Three companies you know. Microsoft. Meta. Walmart. All three just signed nuclear power deals with Constellation Energy — Walmart's was announced yesterday, their first ever. The first retired nuclear plant restart in U.S. history is happening on their watch at Three Mile Island. They're running 19,000 megawatts of nuclear capacity at a 94.7% capacity factor — the kind of reliability number that makes renewable-only advocates stare at their shoes. Data centers don't run on vibes. They run on baseload power that never blinks. And yet $CEG sits at $264, down 36% from its 52-week high of $412.70. Something's broken with the thesis, right? Except nothing is broken at all.

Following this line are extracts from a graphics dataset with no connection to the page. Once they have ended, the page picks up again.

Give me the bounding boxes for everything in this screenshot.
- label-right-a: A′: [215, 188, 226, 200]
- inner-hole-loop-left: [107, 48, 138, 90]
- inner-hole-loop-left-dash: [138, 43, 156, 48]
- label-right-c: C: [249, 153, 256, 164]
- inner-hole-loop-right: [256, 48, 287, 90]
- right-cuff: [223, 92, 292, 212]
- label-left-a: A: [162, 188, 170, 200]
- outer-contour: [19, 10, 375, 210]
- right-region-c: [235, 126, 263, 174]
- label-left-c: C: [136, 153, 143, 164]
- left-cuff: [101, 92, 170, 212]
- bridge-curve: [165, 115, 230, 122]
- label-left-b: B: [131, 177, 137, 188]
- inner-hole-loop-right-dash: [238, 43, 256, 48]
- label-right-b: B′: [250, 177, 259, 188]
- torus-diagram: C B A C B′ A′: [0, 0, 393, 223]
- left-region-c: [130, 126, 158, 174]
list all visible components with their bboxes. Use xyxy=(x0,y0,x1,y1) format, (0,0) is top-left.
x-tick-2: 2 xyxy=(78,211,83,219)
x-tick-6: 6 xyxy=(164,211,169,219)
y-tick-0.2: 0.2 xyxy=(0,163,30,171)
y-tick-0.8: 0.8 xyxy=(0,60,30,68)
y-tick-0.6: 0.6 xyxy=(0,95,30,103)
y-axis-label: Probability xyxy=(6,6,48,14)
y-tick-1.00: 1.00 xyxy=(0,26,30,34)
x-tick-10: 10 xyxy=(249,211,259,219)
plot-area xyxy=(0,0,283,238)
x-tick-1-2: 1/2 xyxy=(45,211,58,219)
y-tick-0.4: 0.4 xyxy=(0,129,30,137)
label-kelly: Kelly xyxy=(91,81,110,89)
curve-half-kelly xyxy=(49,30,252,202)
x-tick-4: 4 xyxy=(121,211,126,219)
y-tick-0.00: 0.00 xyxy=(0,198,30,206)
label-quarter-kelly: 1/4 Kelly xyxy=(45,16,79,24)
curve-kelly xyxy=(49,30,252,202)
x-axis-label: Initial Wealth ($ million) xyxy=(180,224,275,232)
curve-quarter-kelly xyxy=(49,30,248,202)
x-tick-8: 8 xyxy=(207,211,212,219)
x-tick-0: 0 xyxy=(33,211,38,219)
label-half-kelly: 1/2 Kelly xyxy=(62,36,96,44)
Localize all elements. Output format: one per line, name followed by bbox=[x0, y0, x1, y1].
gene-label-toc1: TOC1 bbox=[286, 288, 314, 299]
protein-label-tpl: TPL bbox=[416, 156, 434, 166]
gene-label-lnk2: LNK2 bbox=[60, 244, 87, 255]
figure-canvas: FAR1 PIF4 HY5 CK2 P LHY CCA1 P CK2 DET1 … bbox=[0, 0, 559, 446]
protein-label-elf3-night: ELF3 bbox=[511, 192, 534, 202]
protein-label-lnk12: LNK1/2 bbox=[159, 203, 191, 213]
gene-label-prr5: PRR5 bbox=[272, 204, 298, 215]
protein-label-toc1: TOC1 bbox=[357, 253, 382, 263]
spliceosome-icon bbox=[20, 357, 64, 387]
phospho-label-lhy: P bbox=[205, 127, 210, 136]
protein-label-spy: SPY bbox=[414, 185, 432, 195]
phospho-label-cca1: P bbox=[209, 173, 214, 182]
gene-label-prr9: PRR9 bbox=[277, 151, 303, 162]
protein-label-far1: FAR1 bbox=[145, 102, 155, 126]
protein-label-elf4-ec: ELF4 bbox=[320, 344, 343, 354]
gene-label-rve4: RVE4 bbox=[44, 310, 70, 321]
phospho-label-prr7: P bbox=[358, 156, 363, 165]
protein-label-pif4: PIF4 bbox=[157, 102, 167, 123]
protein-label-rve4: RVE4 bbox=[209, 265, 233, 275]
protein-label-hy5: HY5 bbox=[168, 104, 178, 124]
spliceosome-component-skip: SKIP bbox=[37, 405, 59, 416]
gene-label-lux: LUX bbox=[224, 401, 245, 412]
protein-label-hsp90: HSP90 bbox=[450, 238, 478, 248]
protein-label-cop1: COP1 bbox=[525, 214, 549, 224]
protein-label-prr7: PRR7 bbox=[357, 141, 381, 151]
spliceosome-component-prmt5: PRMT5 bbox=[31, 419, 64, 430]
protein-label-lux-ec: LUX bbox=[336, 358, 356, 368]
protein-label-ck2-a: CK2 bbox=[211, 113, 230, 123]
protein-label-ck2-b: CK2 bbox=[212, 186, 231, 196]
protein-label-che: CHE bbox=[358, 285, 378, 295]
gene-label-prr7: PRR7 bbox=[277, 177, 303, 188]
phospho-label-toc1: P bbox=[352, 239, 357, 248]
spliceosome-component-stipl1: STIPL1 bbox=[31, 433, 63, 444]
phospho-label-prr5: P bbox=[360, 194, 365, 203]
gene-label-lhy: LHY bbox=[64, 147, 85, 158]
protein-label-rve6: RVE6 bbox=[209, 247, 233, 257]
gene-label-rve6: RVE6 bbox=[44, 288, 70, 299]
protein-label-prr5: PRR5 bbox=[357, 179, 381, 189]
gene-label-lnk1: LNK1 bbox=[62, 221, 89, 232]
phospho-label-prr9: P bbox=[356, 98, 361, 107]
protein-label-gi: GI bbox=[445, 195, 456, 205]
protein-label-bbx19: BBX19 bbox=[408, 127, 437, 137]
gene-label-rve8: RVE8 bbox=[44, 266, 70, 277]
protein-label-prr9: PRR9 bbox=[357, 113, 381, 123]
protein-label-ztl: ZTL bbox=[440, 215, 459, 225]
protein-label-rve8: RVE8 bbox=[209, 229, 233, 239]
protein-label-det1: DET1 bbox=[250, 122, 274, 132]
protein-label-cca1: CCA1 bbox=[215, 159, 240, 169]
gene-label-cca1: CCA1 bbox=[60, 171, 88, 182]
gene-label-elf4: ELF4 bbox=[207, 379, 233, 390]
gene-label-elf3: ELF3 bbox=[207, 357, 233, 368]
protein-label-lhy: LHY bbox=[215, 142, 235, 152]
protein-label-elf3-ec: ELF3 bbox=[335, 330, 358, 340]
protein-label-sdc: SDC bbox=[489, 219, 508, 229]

The Nuclear Empire Nobody's Pricing In

Constellation runs America's largest nuclear fleet. 13 plants. 19,000+ MW of nuclear generation. Enough juice for 27 million homes — roughly 10% of all clean energy produced in this country. The $16.4 billion Calpine acquisition closed in January 2026, pushing total fleet capacity to 55 GW across gas, nuclear, and renewables. That's not an incremental bolt-on. That's a transformation. Revenue TTM hit $29.87 billion — a 63.8% jump year-over-year. Net income came in at $2.32 billion for FY2025 on $25.53 billion in full-year revenue. They just raised the dividend 10% to $0.4265 a quarter. Management isn't panicking. They're issuing debt at favorable rates, buying back stock, and signing deals that'll run for two decades.

MetricValue
Market Cap$94.7B
Nuclear Fleet19,000+ MW (94.7% capacity factor)
Revenue Growth (TTM)63.8% YoY
Forward P/E19.61x
Dividend$0.4265/quarter (+10%)
Analyst Target (Mean)$360.24 (+36% upside)

The Contract Pipeline That Broke The Utility Model

Here's where it gets unreal. Microsoft signed the Three Mile Island "Crane Clean Energy Center" restart — 835 MW, backed by a $1 billion DOE loan, FERC waiver granted June 2026, coming online in 2027. Meta locked in a 20-year power agreement on the Clinton plant last August. Walmart announced a 176 MW deal on Dresden yesterday — 15 years, their first nuclear PPA ever. CyrusOne signed a Texas data center deal in February. Maryland is proposing a 5,800 MW expansion. Think about that pipeline. These aren't letters of intent or exploratory handshakes. These are binding, decade-plus commitments from the biggest balance sheets on the planet. This isn't a utility cold-calling for contracts anymore. This is the company the AI industry is literally begging for electrons.

The Selloff Nobody Can Explain

Down 25.9% year-to-date. 36% off the high. A trailing P/E of 23x. A forward P/E barely scratching 19.6x on a company with 63.8% revenue growth. The PEG ratio would make a growth investor weep tears of joy. Analyst consensus is nearly unanimous: 26 Buy, 3 Hold, 0 Sell — not a single bear willing to put their name on a downside call. Mean price target of $360.24 — that's 36% upside from where it trades today. Next earnings lands August 6, 2026. Nothing in the thesis has cracked. The stock just decided to take an involuntary nap. When Meta, Microsoft, and Walmart are all signing decade-plus nuclear deals with one company, and that company trades at 19x forward earnings while growing revenues like a software stock, either the market is pricing in a catastrophe that hasn't materialized — or it's handing you the kind of setup that only shows up once a cycle. Eight weeks to earnings. That's all it takes.